Background: Historically, the field of suicide prevention has relied on broad, one-size-fits-all messages for outreach that do not account for the limitations of human cognition or the effectiveness of personalization techniques. Recent evidence suggests that using nudges - small features that attract our attention and influence our behaviors by targeting predictable cognitive biases - are more effective for increasing engagement with suicide prevention materials than standard messaging practices. Although nudges are effective, research clearly indicates that certain nudge strategies work better than others for different people, that people prefer different resources, and that tailoring messages to a particular group substantially increases behavioral engagement. Further, the one-size-fits-all approach inherently selects the messaging and resource preferences of majority populations and neglects underrepresented communities. Thus, studying multiple nudge and resource preferences simultaneously in both majority and underrepresented communities is crucial for determining best messaging practices. The purpose of this study is to merge recent advances in data segmentation and psychometric profiling with nudges to develop personalized messages that maximize engagement with crisis resources and equally incorporate the preferences of underrepresented communities.
Aims: (1) To increase behavioral engagement with crisis resources (i.e., safety plan, crisis line numbers) through personalized nudges and (2) Use computational modeling to compare the projected estimates for potential lives/costs saved through standard messaging, one-size-fits-all nudges, and personalized nudges.
Sample: Participants will be recruited during two study phases. In Phase 1, the sample will consist of 3,000 English-speaking adults recruited from Amazon's Mechanical Turk (MTurk). In Phase 2, participants will be recruited using a Facebook advertising campaign. Facebook estimates that 386 to 1,100 participants will be reached per day on a daily budget of $5.00. Based on our proposed budget outline we expect to deliver 1.2 to 3.4 million Facebook messages.
Procedures: (1) Participants recruited using MTurk will provide information on demographics, personality, nudge/resource preferences, and history of suicidal thoughts and behaviors to inform data segmentation and psychometric profiles. These profiles will be used for personalized nudges in Phase 2. (2) A Facebook advertising campaign using three conditions (personalized nudges, one-size-fits-all nudge, control message) will be created. Advertisements will be directed to users according to their psychometric profiles. Participants who engage with advertisements will be redirected to web pages that include crisis resources.
Outcomes: Advertisement engagement counts, crisis line entry counts, and safety plan completion counts will be collected to measure the performance of each condition. Estimated reductions in suicide deaths, suicide attempts, and medical and work loss costs will be the outcomes for the computational model.
Potential impact: This project tests the effectiveness of a cost- and time-effective intervention that is highly scalable, theoretically informed, and equally incorporates the preferences of underrepresented communities. Testing this strategy's feasibility on the world's largest social media platform provides suicide prevention organizations around the world with a simple framework to increase engagement with prevention materials. On a large scale, even incremental gains in crisis resource engagement could significantly reduce suicide deaths, attempts, and related financial costs.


## PROBLEM DETAILS:
Pick out each line of the records that includes the string "this", and copy it.

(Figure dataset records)
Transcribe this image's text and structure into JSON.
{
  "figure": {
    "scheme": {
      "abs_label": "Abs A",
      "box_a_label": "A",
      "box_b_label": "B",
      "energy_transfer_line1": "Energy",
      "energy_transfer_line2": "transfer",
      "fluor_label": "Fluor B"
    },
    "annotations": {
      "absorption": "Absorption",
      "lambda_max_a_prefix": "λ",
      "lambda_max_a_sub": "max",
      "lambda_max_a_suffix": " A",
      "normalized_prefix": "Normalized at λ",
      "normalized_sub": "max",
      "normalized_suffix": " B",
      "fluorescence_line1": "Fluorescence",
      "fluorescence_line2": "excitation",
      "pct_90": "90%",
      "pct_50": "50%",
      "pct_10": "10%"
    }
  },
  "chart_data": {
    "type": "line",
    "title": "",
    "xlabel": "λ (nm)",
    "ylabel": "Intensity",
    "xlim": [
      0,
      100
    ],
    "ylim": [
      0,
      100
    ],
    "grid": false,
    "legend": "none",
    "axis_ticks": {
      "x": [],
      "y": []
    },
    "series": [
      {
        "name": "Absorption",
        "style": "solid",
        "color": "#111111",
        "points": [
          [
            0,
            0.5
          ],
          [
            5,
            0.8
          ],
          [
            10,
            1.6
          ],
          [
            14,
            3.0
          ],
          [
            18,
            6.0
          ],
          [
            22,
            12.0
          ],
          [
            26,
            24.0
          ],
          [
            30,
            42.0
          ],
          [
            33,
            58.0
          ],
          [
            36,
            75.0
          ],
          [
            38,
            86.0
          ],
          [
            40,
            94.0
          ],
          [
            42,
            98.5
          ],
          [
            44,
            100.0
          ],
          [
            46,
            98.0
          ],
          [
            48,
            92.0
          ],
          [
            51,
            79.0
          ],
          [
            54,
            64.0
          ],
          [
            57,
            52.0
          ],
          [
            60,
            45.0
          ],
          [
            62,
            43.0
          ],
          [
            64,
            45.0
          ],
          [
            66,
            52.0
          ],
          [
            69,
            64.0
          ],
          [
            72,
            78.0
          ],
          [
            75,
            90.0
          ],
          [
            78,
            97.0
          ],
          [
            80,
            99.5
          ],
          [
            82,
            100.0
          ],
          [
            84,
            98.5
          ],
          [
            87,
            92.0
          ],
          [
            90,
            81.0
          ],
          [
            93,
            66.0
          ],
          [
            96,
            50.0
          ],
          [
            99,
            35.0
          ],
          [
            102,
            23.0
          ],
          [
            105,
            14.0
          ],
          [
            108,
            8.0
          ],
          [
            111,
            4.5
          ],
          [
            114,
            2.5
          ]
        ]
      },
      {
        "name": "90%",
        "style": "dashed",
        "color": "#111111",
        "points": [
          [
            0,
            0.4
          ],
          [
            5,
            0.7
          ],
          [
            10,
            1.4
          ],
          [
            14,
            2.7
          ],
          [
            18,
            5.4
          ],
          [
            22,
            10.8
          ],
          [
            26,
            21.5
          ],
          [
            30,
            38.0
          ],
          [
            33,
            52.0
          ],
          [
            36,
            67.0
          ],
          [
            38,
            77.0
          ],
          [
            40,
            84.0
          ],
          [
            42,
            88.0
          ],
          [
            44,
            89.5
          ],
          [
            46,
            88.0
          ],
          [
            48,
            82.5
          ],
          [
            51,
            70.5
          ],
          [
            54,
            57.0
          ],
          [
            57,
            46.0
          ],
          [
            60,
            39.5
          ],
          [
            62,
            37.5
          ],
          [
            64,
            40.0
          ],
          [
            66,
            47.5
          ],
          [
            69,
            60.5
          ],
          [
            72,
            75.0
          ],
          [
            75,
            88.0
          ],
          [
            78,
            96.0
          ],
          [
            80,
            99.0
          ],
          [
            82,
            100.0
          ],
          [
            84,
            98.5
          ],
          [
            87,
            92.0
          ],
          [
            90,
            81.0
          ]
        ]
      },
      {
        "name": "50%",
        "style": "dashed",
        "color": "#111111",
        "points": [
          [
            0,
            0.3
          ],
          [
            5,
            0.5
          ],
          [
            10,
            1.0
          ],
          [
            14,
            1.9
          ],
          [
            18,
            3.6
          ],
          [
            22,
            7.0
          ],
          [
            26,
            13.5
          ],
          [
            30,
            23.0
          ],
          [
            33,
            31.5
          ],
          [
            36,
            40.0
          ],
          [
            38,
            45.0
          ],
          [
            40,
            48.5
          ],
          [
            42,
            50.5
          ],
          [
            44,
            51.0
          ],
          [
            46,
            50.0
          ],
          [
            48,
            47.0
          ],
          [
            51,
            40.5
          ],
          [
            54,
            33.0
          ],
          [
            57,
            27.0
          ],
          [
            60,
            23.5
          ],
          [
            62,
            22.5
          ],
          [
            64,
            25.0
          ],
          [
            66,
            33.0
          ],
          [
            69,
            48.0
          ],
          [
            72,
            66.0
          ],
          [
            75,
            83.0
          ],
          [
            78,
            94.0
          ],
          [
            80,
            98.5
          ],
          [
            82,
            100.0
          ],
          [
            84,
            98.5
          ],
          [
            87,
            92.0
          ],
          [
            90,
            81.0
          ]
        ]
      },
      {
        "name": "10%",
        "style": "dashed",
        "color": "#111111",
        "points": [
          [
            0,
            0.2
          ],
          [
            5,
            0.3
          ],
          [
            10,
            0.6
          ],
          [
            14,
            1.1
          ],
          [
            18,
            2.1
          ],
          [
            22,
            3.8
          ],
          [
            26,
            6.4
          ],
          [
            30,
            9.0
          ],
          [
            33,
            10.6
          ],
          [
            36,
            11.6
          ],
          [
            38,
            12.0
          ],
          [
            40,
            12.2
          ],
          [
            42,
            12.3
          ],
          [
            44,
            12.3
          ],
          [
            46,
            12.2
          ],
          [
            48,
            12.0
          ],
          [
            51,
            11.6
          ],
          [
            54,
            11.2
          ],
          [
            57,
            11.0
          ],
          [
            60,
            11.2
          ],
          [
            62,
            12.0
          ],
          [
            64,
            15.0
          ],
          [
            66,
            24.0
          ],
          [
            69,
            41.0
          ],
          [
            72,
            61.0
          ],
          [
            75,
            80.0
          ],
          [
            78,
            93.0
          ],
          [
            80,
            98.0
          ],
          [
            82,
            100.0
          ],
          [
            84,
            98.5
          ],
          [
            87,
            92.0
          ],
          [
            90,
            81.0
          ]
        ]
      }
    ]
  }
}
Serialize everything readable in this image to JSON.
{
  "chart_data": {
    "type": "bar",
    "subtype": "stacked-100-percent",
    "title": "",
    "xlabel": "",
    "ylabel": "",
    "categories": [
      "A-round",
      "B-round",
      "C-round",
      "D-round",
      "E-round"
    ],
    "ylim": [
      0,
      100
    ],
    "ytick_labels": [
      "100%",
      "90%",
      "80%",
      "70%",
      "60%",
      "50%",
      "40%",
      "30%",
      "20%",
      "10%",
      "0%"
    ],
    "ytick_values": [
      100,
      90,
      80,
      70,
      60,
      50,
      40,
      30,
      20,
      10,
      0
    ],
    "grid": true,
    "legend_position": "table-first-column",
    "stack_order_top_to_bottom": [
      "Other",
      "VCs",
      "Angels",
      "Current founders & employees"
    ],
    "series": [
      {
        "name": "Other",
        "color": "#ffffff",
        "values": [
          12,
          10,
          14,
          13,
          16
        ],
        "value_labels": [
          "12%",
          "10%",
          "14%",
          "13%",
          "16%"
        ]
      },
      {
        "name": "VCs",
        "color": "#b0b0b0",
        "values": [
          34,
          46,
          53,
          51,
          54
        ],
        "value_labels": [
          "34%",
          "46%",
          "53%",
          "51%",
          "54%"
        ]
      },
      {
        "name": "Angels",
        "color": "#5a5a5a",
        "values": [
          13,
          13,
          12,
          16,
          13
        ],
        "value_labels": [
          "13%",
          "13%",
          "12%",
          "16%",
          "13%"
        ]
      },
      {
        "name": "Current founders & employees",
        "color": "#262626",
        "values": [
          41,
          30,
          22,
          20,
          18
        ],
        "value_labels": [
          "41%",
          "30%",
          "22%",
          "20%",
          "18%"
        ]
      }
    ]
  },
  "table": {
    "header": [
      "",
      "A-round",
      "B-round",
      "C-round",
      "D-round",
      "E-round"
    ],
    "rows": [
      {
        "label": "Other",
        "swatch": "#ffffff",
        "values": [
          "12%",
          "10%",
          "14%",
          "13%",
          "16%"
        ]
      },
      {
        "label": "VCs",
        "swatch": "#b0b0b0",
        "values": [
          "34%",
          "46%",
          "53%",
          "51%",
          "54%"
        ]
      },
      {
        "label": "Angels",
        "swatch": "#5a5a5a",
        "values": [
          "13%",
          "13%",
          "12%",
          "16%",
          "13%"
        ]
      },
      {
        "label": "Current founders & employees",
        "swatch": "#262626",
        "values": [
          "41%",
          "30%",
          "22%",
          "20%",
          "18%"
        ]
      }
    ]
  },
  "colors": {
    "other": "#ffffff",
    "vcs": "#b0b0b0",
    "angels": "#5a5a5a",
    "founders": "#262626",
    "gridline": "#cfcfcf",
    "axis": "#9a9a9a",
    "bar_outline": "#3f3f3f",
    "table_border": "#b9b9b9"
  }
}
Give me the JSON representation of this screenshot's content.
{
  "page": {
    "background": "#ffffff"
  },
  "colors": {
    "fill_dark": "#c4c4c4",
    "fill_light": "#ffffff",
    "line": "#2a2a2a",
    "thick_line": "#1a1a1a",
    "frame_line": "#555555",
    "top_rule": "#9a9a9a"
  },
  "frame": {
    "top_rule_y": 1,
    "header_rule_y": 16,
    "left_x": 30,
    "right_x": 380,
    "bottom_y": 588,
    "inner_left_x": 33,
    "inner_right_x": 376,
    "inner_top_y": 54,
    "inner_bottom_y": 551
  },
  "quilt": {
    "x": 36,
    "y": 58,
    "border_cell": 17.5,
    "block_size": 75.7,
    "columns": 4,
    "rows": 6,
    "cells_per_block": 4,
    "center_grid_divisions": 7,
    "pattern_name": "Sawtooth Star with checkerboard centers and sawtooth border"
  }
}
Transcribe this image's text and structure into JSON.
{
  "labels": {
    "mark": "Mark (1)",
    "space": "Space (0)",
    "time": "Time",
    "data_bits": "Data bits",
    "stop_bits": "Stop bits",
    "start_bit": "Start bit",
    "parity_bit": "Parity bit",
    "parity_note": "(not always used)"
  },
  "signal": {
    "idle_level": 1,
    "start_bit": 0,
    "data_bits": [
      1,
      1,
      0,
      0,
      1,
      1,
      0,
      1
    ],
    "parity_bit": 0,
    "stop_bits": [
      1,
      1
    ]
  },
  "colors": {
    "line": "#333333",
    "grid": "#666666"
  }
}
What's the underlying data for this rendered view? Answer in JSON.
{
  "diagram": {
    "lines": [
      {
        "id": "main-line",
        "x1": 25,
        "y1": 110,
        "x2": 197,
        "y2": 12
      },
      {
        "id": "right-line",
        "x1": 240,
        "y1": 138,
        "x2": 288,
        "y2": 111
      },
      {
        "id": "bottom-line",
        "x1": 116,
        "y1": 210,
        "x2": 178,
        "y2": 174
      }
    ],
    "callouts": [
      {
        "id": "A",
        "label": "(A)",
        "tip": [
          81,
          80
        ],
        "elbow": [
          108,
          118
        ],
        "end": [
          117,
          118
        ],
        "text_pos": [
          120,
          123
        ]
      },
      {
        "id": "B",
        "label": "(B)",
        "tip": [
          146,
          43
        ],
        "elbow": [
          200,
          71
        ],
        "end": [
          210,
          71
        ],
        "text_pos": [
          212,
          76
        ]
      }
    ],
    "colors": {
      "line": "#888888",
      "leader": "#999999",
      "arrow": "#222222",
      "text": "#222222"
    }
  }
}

## ANSWER SPACE:
Transcribe this image's text and structure into JSON.
Serialize everything readable in this image to JSON.
Give me the JSON representation of this screenshot's content.
Transcribe this image's text and structure into JSON.
What's the underlying data for this rendered view? Answer in JSON.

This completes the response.